**Assignment:**
Each record below is to be restated word for word.

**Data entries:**
^^^^
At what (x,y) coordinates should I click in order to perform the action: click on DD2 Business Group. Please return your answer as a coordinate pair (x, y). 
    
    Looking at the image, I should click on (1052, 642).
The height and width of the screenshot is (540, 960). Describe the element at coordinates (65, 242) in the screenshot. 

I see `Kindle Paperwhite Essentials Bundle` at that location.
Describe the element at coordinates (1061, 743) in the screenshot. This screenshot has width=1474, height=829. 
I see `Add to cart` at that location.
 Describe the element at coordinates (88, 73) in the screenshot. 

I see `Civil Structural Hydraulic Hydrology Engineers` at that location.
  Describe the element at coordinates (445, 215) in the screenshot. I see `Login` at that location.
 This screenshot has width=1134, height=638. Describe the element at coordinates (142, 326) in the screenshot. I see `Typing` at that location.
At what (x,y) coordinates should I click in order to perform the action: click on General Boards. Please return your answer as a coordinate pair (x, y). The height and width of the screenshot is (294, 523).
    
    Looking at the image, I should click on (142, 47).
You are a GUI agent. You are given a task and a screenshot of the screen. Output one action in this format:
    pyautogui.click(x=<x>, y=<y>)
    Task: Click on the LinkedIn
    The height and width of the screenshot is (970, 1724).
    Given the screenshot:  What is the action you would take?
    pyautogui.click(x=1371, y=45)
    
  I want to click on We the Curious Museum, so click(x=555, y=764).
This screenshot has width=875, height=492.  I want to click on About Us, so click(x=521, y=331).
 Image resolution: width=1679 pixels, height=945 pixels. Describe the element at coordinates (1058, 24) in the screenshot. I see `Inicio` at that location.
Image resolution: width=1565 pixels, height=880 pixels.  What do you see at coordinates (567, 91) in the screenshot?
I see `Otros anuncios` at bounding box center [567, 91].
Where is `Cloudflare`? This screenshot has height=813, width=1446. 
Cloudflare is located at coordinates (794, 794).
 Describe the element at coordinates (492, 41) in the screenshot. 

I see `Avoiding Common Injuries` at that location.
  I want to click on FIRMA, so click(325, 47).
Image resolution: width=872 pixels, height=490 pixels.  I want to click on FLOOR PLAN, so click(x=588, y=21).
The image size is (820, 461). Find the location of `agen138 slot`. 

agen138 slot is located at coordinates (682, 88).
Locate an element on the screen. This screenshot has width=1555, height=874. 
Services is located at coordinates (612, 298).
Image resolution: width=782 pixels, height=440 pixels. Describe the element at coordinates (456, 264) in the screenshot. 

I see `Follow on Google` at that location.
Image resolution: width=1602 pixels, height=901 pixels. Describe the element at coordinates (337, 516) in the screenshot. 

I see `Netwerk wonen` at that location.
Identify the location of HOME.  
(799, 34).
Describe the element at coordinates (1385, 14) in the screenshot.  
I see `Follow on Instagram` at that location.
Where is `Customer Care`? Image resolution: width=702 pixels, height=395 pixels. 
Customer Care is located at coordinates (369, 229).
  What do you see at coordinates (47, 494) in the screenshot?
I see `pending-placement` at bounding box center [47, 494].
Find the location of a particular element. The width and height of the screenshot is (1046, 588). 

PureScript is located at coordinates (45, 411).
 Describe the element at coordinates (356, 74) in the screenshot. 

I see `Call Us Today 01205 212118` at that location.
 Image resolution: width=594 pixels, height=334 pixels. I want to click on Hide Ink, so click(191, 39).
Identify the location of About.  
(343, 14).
^^^^
**Exercise result:**
At what (x,y) coordinates should I click in order to perform the action: click on DD2 Business Group. Please return your answer as a coordinate pair (x, y). 
    
    Looking at the image, I should click on (1052, 642).
The height and width of the screenshot is (540, 960). Describe the element at coordinates (65, 242) in the screenshot. 

I see `Kindle Paperwhite Essentials Bundle` at that location.
Describe the element at coordinates (1061, 743) in the screenshot. This screenshot has width=1474, height=829. 
I see `Add to cart` at that location.
 Describe the element at coordinates (88, 73) in the screenshot. 

I see `Civil Structural Hydraulic Hydrology Engineers` at that location.
  Describe the element at coordinates (445, 215) in the screenshot. I see `Login` at that location.
 This screenshot has width=1134, height=638. Describe the element at coordinates (142, 326) in the screenshot. I see `Typing` at that location.
At what (x,y) coordinates should I click in order to perform the action: click on General Boards. Please return your answer as a coordinate pair (x, y). The height and width of the screenshot is (294, 523).
    
    Looking at the image, I should click on (142, 47).
You are a GUI agent. You are given a task and a screenshot of the screen. Output one action in this format:
    pyautogui.click(x=<x>, y=<y>)
    Task: Click on the LinkedIn
    The height and width of the screenshot is (970, 1724).
    Given the screenshot:  What is the action you would take?
    pyautogui.click(x=1371, y=45)
    
  I want to click on We the Curious Museum, so click(x=555, y=764).
This screenshot has width=875, height=492.  I want to click on About Us, so click(x=521, y=331).
 Image resolution: width=1679 pixels, height=945 pixels. Describe the element at coordinates (1058, 24) in the screenshot. I see `Inicio` at that location.
Image resolution: width=1565 pixels, height=880 pixels.  What do you see at coordinates (567, 91) in the screenshot?
I see `Otros anuncios` at bounding box center [567, 91].
Where is `Cloudflare`? This screenshot has height=813, width=1446. 
Cloudflare is located at coordinates (794, 794).
 Describe the element at coordinates (492, 41) in the screenshot. 

I see `Avoiding Common Injuries` at that location.
  I want to click on FIRMA, so click(325, 47).
Image resolution: width=872 pixels, height=490 pixels.  I want to click on FLOOR PLAN, so click(x=588, y=21).
The image size is (820, 461). Find the location of `agen138 slot`. 

agen138 slot is located at coordinates (682, 88).
Locate an element on the screen. This screenshot has width=1555, height=874. 
Services is located at coordinates (612, 298).
Image resolution: width=782 pixels, height=440 pixels. Describe the element at coordinates (456, 264) in the screenshot. 

I see `Follow on Google` at that location.
Image resolution: width=1602 pixels, height=901 pixels. Describe the element at coordinates (337, 516) in the screenshot. 

I see `Netwerk wonen` at that location.
Identify the location of HOME.  
(799, 34).
Describe the element at coordinates (1385, 14) in the screenshot.  
I see `Follow on Instagram` at that location.
Where is `Customer Care`? Image resolution: width=702 pixels, height=395 pixels. 
Customer Care is located at coordinates (369, 229).
  What do you see at coordinates (47, 494) in the screenshot?
I see `pending-placement` at bounding box center [47, 494].
Find the location of a particular element. The width and height of the screenshot is (1046, 588). 

PureScript is located at coordinates (45, 411).
 Describe the element at coordinates (356, 74) in the screenshot. 

I see `Call Us Today 01205 212118` at that location.
 Image resolution: width=594 pixels, height=334 pixels. I want to click on Hide Ink, so click(191, 39).
Identify the location of About.  
(343, 14).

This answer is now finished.